The Historical Writings of Henry A.M. Smith : Articles from the South Carolina Historical (And Genealogical Magazine); Vol. 1, The Baronies of South Carolina
Henry Augustus Middleton Smith was an American jurist and local historian from South Carolina.
Background
He was born on April 30, 1853 in Charleston, South Carolina, United States, was descended through his father, John Julius Pringle Smith, from Robert Smith, 1732-1801, the first Protestant Episcopal bishop of South Carolina, and through his mother, Elizabeth (Middleton), from Thomas, brother of Arthur Middleton, a signer of the Declaration of Independence, whose famous seat, "Middleton Place, " came into Smith's possession. Much of his early childhood was spent at "Beech Hill Plantation. " A schoolboy during the Civil War, he witnessed the chaos that it brought.
Education
After some years in Aiken, he returned to Charleston for his later education, and was graduated from the College of Charleston in 1872. He read law in the office of McCrady & Sons.
Career
He was admitted to the bar in 1874, and for thirty-four years (1877 - 1911).
Although a consistent Democrat and never an office-seeker, in 1911 he was appointed by President Taft judge of the United States court for the Eastern District of South Carolina, in which capacity he served till 1923.

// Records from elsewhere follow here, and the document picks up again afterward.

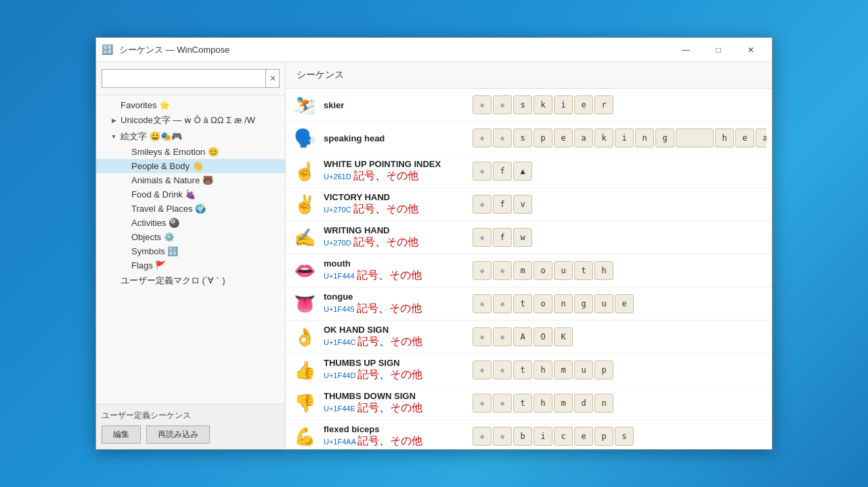 This screenshot has height=487, width=868. I want to click on tree-item-people: People & Body 👋, so click(191, 166).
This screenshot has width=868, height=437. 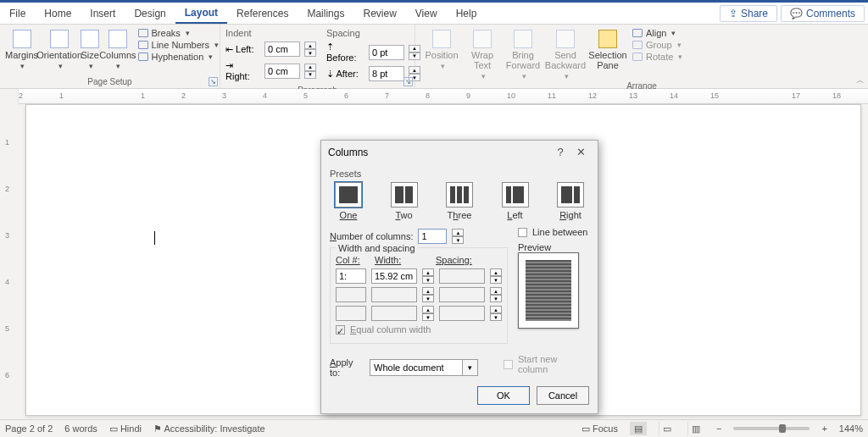 What do you see at coordinates (637, 57) in the screenshot?
I see `rotate-icon` at bounding box center [637, 57].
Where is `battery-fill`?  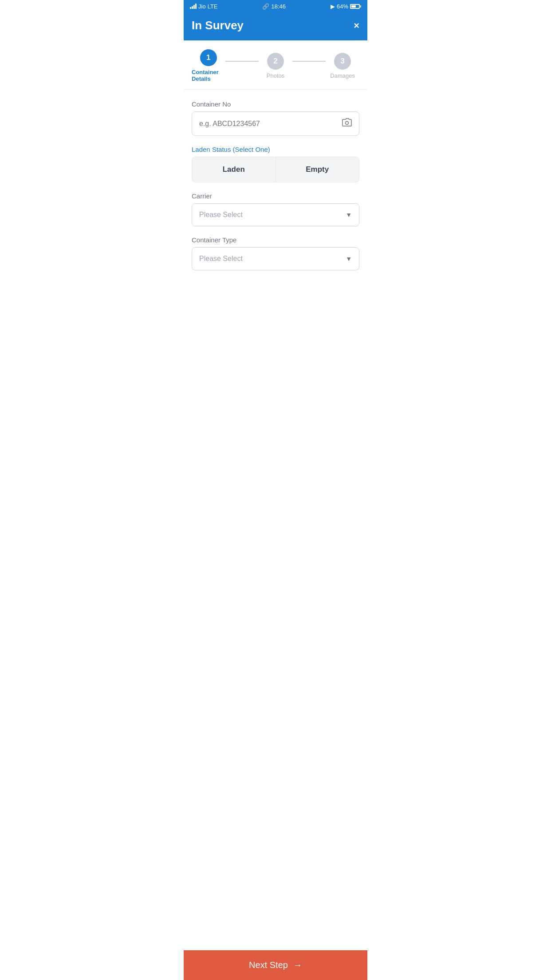 battery-fill is located at coordinates (354, 6).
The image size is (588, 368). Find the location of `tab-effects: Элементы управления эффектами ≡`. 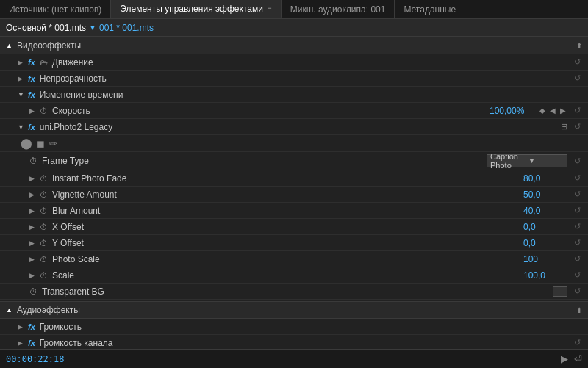

tab-effects: Элементы управления эффектами ≡ is located at coordinates (196, 9).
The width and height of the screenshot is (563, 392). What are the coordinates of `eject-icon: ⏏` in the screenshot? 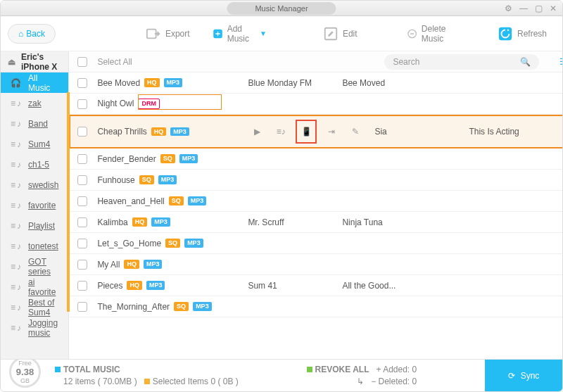 It's located at (11, 62).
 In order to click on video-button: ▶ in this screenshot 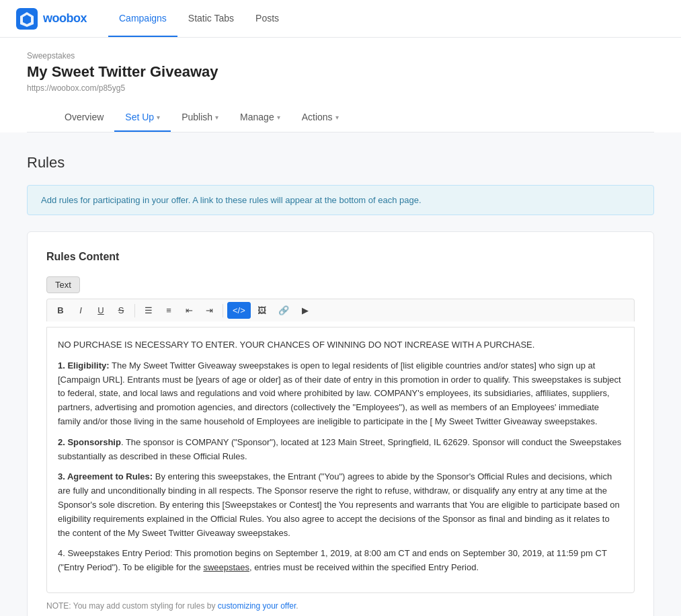, I will do `click(305, 311)`.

He also wrote creditable verse. Always interested in history, he was an organizer and member of the South Carolina Historical Commission, and for twenty years a vice-president of the South Carolina Historical Society. It is for his contributions in the field of South Carolina history that he is chiefly remembered. A lover of the land, he constituted himself its historian.
His writings might well be called the Domesday Book of the South Carolina tidewater. Beginning with "The Colleton Family in South Carolina" in the first volume of the South Carolina Historical and Genealogical Magazine (October 1900), they concluded with "Goose Creek" in the twenty-ninth volume (October 1928). All were illustrated with maps the author had constructed from ancient plats.

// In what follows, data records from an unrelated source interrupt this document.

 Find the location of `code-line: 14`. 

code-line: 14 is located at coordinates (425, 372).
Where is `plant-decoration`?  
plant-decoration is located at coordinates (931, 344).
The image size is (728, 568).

He tended always to independence. Although he was austere and exacting on the bench, and reserved with those whom he had not admitted to intimacy, he possessed a subtle sense of humor and his judgments were mellowed by a secret vein of human sympathy.

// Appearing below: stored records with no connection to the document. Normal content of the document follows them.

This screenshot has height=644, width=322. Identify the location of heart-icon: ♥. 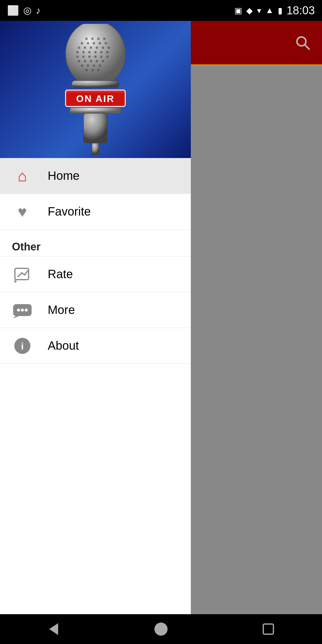
(23, 212).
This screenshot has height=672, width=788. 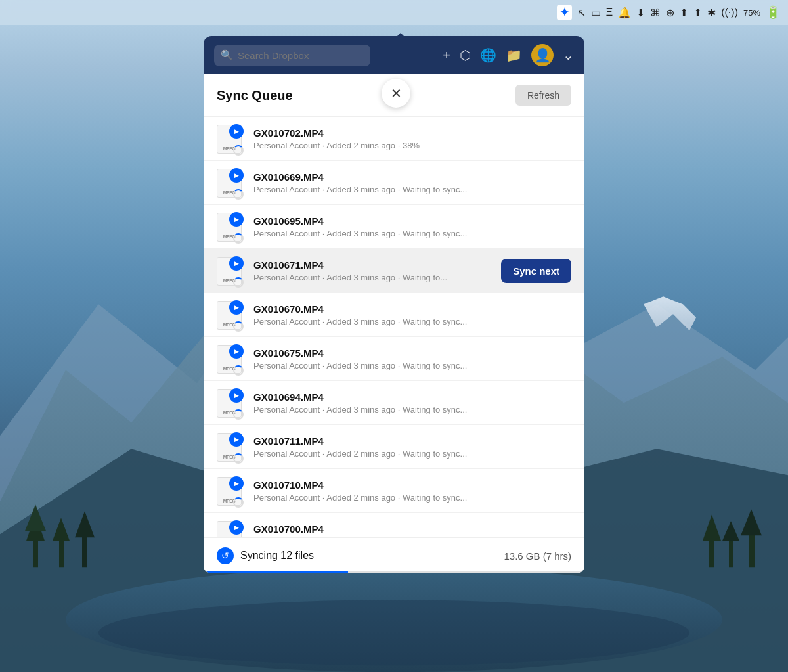 What do you see at coordinates (668, 12) in the screenshot?
I see `menubar-icons: ✦ ↖ ▭ Ξ 🔔 ⬇ ⌘ ⊕ ⬆ ⬆ ✱ ((·)) 75% 🔋` at bounding box center [668, 12].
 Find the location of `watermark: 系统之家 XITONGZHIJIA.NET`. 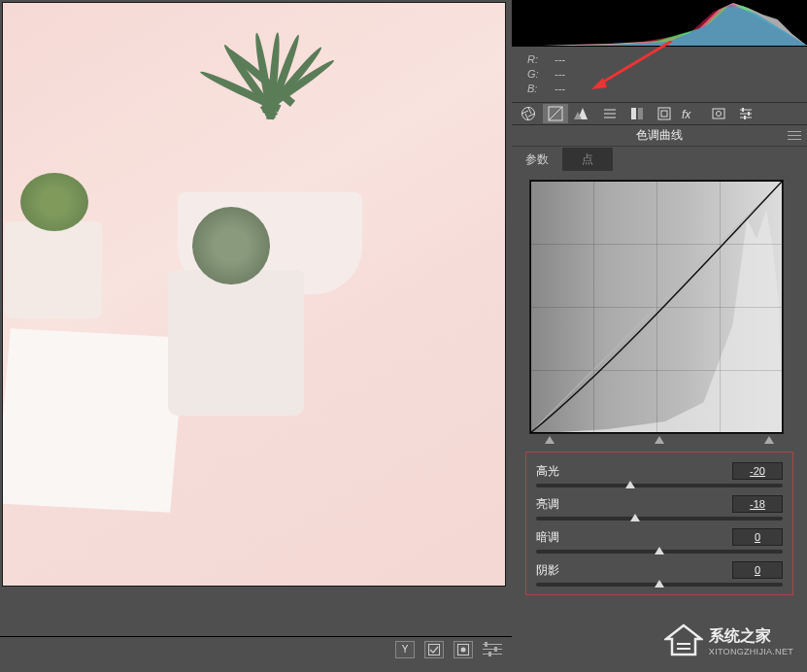

watermark: 系统之家 XITONGZHIJIA.NET is located at coordinates (728, 641).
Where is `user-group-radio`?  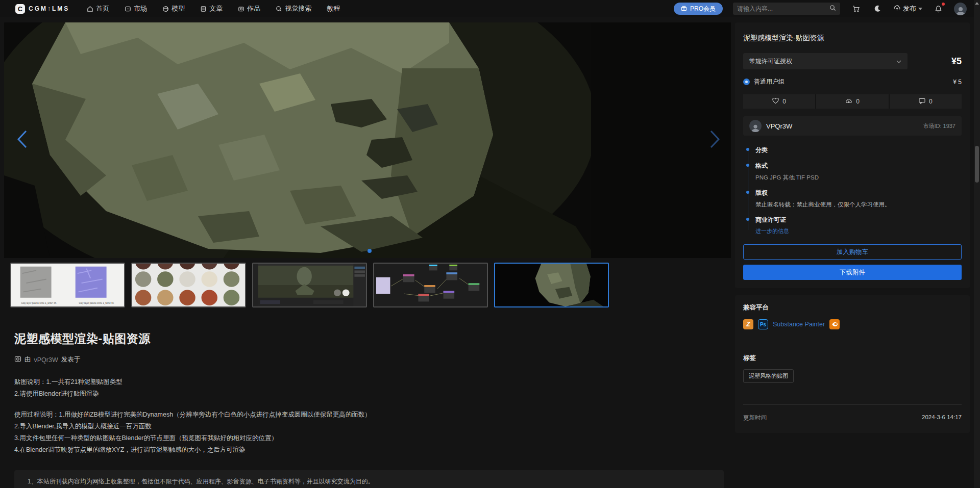
user-group-radio is located at coordinates (746, 82).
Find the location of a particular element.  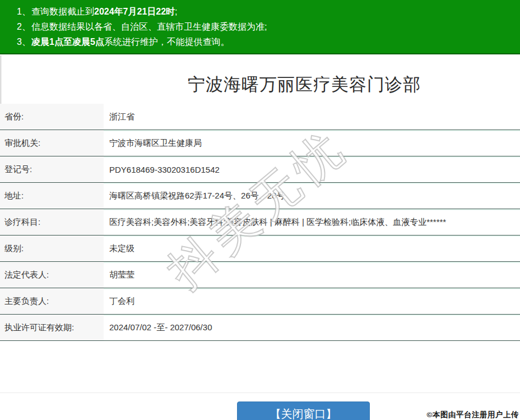

footer-divider is located at coordinates (260, 393).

Always modest and unassuming, he frequently amazed specialists with his knowledge of widely diverse subjects, for he was an expert accountant, delighted in Italian and other languages, and was widely read in literature, theology, ethnology, anthropology, and Egyptology.
Interests
As a sportsman, he loved the out-of-doors; and as owner of several plantations, he planted successfully both rice and sea-island cotton. He was also a good botanist, and during several years of poor health made a hobby of studying the grasses of the coast.
Connections
On June 24, 1879, he married Emma, daughter of Maj. Arthur Middleton Rutledge of Franklin County. She, with a son, survived him.